When It’s Someone You Know

I feel compelled to post about this because I need to share it with someones who can understand from a feminist perspective.

I’m a second year university student, last year my roommate (potluck) [referred to as C] and I became very close friends. From the minute she walked in the door of our little room, we were friends. And within the first 7 hours of knowing her, she was fighting with her boyfriend (who was several years her senior).

He was mad because she had left her phone on vibrate in her backpack and didn’t answer when he called (I was showing her around campus because she’d only been there once before, whereas I’d spent several days just roaming around). That fight lasted about a week, and shortly thereafter he was mad because she didn’t pick up the phone fast enough when he called.

Can you see the set up? As we got closer, and I listened to C’s conversations with this guy (and held her while she cried because he told her that she was letting her sisters down by being her high school valedictorian and coming to one of the most prestiguous schools in the state), I slowly realised what was going on.

C’s boyfriend was a manipulative, possessive, and verbally/mentally abusive ass. He constantly wanted to know where she was, what she’d been doing, and who she’d been with. He got angry when she needed to take a student loan because he believed they were going to get married and she was putting him in debt. He disapproved of her considering becoming a dentist rather than a dental hygienist. He even objected to her participating in student organisations and doing anything but spending all her free time studying (when he was okay with her being at college at all).

She finally broke up with him in spring, but the drama didn’t end there. He refused to accept that she’d found a new (supportive, mature, and well rounded) boyfriend, and kept asking her to marry him. He constantly accused her of not working hard enough for their relationship (she gave him too many chances, in my opinion), betraying him, and setting herself up for ruin by not moving to his town and becoming wife and mommy at 19.

She’s broken up with new boyfriend, R, several times to try and work things out with J (abusive asshole). R, happily, has been very supportive of her need for closure, etc. But anyway…

Last week she asked me to go on a road trip, because apparently there had been another big blow up with J. Over the summer, she had let him stay at her apartment a few times, and he once cleaned her room – apparently he went through her trash and found a used condom. She denied that she knew whose it was, but had recently admitted that it was indeed hers (and R’s). He, predictably, flipped out and demanded to know who/what/when/where/how – but she maintained that if they were going to work things out they had to put the past behind them. The argument left C nearly suicidal, but eventually ended with him demanding she return some things he’d given her along with several hundred dollars.

For various reasons (mostly regarding physical safety, because he actually threatened to "not let her leave" if she went to his house), I convinced her NOT to go there. But as we drove, I learned more about their relationship and the first time they’d had (PIV) sex.

It was one of those "If you love me, you’ll do it" situations, and I have a sick gut feeling that what happened amounts to rape by coercion and browbeating. The last week I’ve been struck by how what I’ve read about people in abusive relationships is so true – how they blame themselves and believe their abuser acts from love/will change if s/he just acts right.

I don’t know if I should broach the idea that she was raped with C, because I know I can’t define her experience for her, but I desperately want to help her heal. It is small consolation that she did reveal to me that I helped her see what the real problems in her relationship were, but I’m afraid she’s just going to live with this pain and blame herself.

Survivors of abuse and rape, what did you need and want from your friends at a time like this? Friends of survivors, what can I do besides be there?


### DESCRIPTION OF THE TASK
Each line of the records needs to be written out exactly, with any image left out.

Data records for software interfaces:
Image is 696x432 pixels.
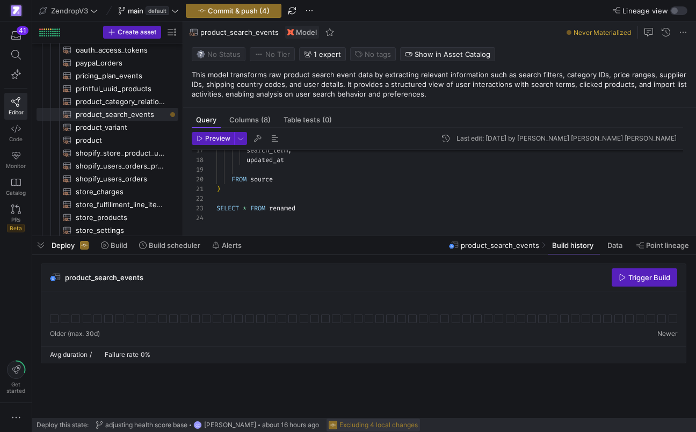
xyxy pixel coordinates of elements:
div: Press SPACE to select this row. [37,172,178,185]
div: 23 [192,204,204,213]
span: Model [296,28,317,37]
span: product_variant​​​​​​​​​​ [76,121,166,134]
span: Older (max. 30d) [50,330,100,338]
a: store_settings​​​​​​​​​​ [37,224,178,237]
div: 18 [192,155,204,165]
span: Catalog [6,190,26,196]
a: printful_uuid_products​​​​​​​​​​ [37,82,178,95]
a: store_products​​​​​​​​​​ [37,211,178,224]
div: 20 [192,175,204,184]
button: maindefault [115,4,182,18]
a: paypal_orders​​​​​​​​​​ [37,56,178,69]
span: product_search_events [461,241,539,250]
span: Build [111,241,127,250]
span: shopify_users_orders​​​​​​​​​​ [76,173,166,185]
div: Press SPACE to select this row. [37,224,178,237]
button: Commit & push (4) [186,4,281,18]
button: Trigger Build [612,269,677,287]
button: Preview [192,132,234,145]
span: pricing_plan_events​​​​​​​​​​ [76,70,166,82]
div: Press SPACE to select this row. [37,56,178,69]
button: adjusting health score baseGC[PERSON_NAME]about 16 hours ago [93,418,322,432]
span: Get started [6,381,25,394]
span: Avg duration [50,351,88,359]
span: Never Materialized [574,28,631,37]
div: Press SPACE to select this row. [37,147,178,159]
div: 24 [192,213,204,223]
span: / [90,351,92,359]
button: Alerts [207,236,246,255]
button: No tags [350,47,396,61]
span: updated_at [246,156,284,164]
span: Commit & push (4) [208,6,270,15]
img: No tier [255,50,263,59]
span: Deploy [52,241,75,250]
button: Point lineage [632,236,694,255]
div: GC [193,421,202,430]
span: product_category_relations​​​​​​​​​​ [76,96,166,108]
span: Point lineage [646,241,689,250]
span: product_search_events [200,28,279,37]
span: [PERSON_NAME] [204,422,256,429]
span: store_products​​​​​​​​​​ [76,212,166,224]
a: Code [4,120,27,147]
button: Excluding 4 local changes [326,418,420,432]
span: adjusting health score base [105,422,187,429]
div: Press SPACE to select this row. [37,121,178,134]
span: shopify_store_product_unit_sold_data​​​​​​​​​​ [76,147,166,159]
div: Press SPACE to select this row. [37,108,178,121]
span: (8) [261,117,271,124]
span: store_charges​​​​​​​​​​ [76,186,166,198]
a: store_fulfillment_line_items​​​​​​​​​​ [37,198,178,211]
div: 19 [192,165,204,175]
button: 1 expert [299,47,346,61]
div: Press SPACE to select this row. [37,69,178,82]
img: https://storage.googleapis.com/y42-prod-data-exchange/images/qZXOSqkTtPuVcXVzF40oUlM07HVTwZXfPK0U... [11,5,21,16]
div: Press SPACE to select this row. [37,198,178,211]
div: 41 [17,26,28,35]
button: ZendropV3 [37,4,100,18]
div: Press SPACE to select this row. [37,159,178,172]
span: Code [9,136,23,142]
span: (0) [322,117,332,124]
button: Getstarted [4,357,27,398]
a: product_category_relations​​​​​​​​​​ [37,95,178,108]
button: Build history [547,236,600,255]
a: shopify_users_orders_products​​​​​​​​​​ [37,159,178,172]
span: product_search_events​​​​​​​​​​ [76,108,166,121]
img: No status [197,50,205,59]
p: This model transforms raw product search event data by extracting relevant information such as se... [192,70,692,99]
div: 21 [192,184,204,194]
span: Build history [552,241,593,250]
button: No tierNo Tier [250,47,295,61]
span: store_fulfillment_line_items​​​​​​​​​​ [76,199,166,211]
span: 1 expert [314,50,341,59]
span: default [146,6,169,15]
div: Last edit: [DATE] by [PERSON_NAME] [PERSON_NAME] [PERSON_NAME] [456,135,677,142]
span: SELECT [216,204,239,213]
a: product_variant​​​​​​​​​​ [37,121,178,134]
div: Press SPACE to select this row. [37,82,178,95]
span: shopify_users_orders_products​​​​​​​​​​ [76,160,166,172]
button: Data [603,236,629,255]
button: Create asset [103,26,161,39]
span: Columns [229,117,271,124]
span: Create asset [118,28,156,36]
div: Press SPACE to select this row. [37,134,178,147]
span: Alerts [222,241,242,250]
span: Query [196,117,216,124]
span: Beta [7,224,25,233]
div: Press SPACE to select this row. [37,185,178,198]
a: product_search_events​​​​​​​​​​ [37,108,178,121]
a: PRsBeta [4,200,27,237]
div: Press SPACE to select this row. [37,43,178,56]
span: Lineage view [622,6,668,15]
span: Deploy this state: [37,422,89,429]
img: undefined [287,29,294,35]
a: https://storage.googleapis.com/y42-prod-data-exchange/images/qZXOSqkTtPuVcXVzF40oUlM07HVTwZXfPK0U... [4,2,27,20]
span: Failure rate [105,351,139,359]
span: Build scheduler [149,241,200,250]
a: shopify_store_product_unit_sold_data​​​​​​​​​​ [37,147,178,159]
span: Preview [205,135,230,142]
span: renamed [269,204,295,213]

### ANSWER TO THIS TASK
Image is 696x432 pixels.
xyxy pixel coordinates of elements:
div: Press SPACE to select this row. [37,172,178,185]
div: 23 [192,204,204,213]
span: Model [296,28,317,37]
span: product_variant​​​​​​​​​​ [76,121,166,134]
span: Older (max. 30d) [50,330,100,338]
a: store_settings​​​​​​​​​​ [37,224,178,237]
div: 18 [192,155,204,165]
span: Catalog [6,190,26,196]
a: printful_uuid_products​​​​​​​​​​ [37,82,178,95]
a: store_products​​​​​​​​​​ [37,211,178,224]
div: 20 [192,175,204,184]
button: maindefault [115,4,182,18]
a: paypal_orders​​​​​​​​​​ [37,56,178,69]
span: product_search_events [461,241,539,250]
span: Build [111,241,127,250]
span: shopify_users_orders​​​​​​​​​​ [76,173,166,185]
div: Press SPACE to select this row. [37,224,178,237]
button: Commit & push (4) [186,4,281,18]
button: Trigger Build [612,269,677,287]
button: Preview [192,132,234,145]
span: pricing_plan_events​​​​​​​​​​ [76,70,166,82]
div: Press SPACE to select this row. [37,56,178,69]
button: adjusting health score baseGC[PERSON_NAME]about 16 hours ago [93,418,322,432]
span: Get started [6,381,25,394]
span: Avg duration [50,351,88,359]
span: Never Materialized [574,28,631,37]
div: Press SPACE to select this row. [37,147,178,159]
div: 24 [192,213,204,223]
span: / [90,351,92,359]
button: Alerts [207,236,246,255]
button: No tags [350,47,396,61]
span: updated_at [246,156,284,164]
span: Commit & push (4) [208,6,270,15]
img: No tier [255,50,263,59]
span: Deploy [52,241,75,250]
button: Point lineage [632,236,694,255]
div: GC [193,421,202,430]
span: product_category_relations​​​​​​​​​​ [76,96,166,108]
span: Point lineage [646,241,689,250]
span: product_search_events [200,28,279,37]
span: [PERSON_NAME] [204,422,256,429]
span: store_products​​​​​​​​​​ [76,212,166,224]
a: Code [4,120,27,147]
button: Excluding 4 local changes [326,418,420,432]
span: adjusting health score base [105,422,187,429]
div: Press SPACE to select this row. [37,121,178,134]
span: shopify_store_product_unit_sold_data​​​​​​​​​​ [76,147,166,159]
div: Press SPACE to select this row. [37,108,178,121]
span: (8) [261,117,271,124]
span: store_charges​​​​​​​​​​ [76,186,166,198]
a: store_fulfillment_line_items​​​​​​​​​​ [37,198,178,211]
div: 19 [192,165,204,175]
button: 1 expert [299,47,346,61]
div: Press SPACE to select this row. [37,69,178,82]
img: https://storage.googleapis.com/y42-prod-data-exchange/images/qZXOSqkTtPuVcXVzF40oUlM07HVTwZXfPK0U... [11,5,21,16]
div: Press SPACE to select this row. [37,198,178,211]
div: 41 [17,26,28,35]
button: ZendropV3 [37,4,100,18]
div: Press SPACE to select this row. [37,159,178,172]
span: Code [9,136,23,142]
span: (0) [322,117,332,124]
button: Getstarted [4,357,27,398]
a: product_category_relations​​​​​​​​​​ [37,95,178,108]
button: Build history [547,236,600,255]
a: shopify_users_orders_products​​​​​​​​​​ [37,159,178,172]
span: product_search_events​​​​​​​​​​ [76,108,166,121]
img: No status [197,50,205,59]
p: This model transforms raw product search event data by extracting relevant information such as se... [192,70,692,99]
div: 21 [192,184,204,194]
span: Build history [552,241,593,250]
button: No tierNo Tier [250,47,295,61]
span: store_fulfillment_line_items​​​​​​​​​​ [76,199,166,211]
span: 1 expert [314,50,341,59]
span: default [146,6,169,15]
div: Last edit: [DATE] by [PERSON_NAME] [PERSON_NAME] [PERSON_NAME] [456,135,677,142]
span: SELECT [216,204,239,213]
a: product_variant​​​​​​​​​​ [37,121,178,134]
div: Press SPACE to select this row. [37,82,178,95]
span: shopify_users_orders_products​​​​​​​​​​ [76,160,166,172]
button: Data [603,236,629,255]
button: Create asset [103,26,161,39]
span: Columns [229,117,271,124]
span: Create asset [118,28,156,36]
div: Press SPACE to select this row. [37,134,178,147]
span: Alerts [222,241,242,250]
span: Query [196,117,216,124]
span: Beta [7,224,25,233]
div: Press SPACE to select this row. [37,185,178,198]
a: product_search_events​​​​​​​​​​ [37,108,178,121]
a: PRsBeta [4,200,27,237]
div: Press SPACE to select this row. [37,43,178,56]
span: Lineage view [622,6,668,15]
span: Deploy this state: [37,422,89,429]
img: undefined [287,29,294,35]
a: https://storage.googleapis.com/y42-prod-data-exchange/images/qZXOSqkTtPuVcXVzF40oUlM07HVTwZXfPK0U... [4,2,27,20]
span: Failure rate [105,351,139,359]
span: Build scheduler [149,241,200,250]
a: shopify_store_product_unit_sold_data​​​​​​​​​​ [37,147,178,159]
span: Preview [205,135,230,142]
span: renamed [269,204,295,213]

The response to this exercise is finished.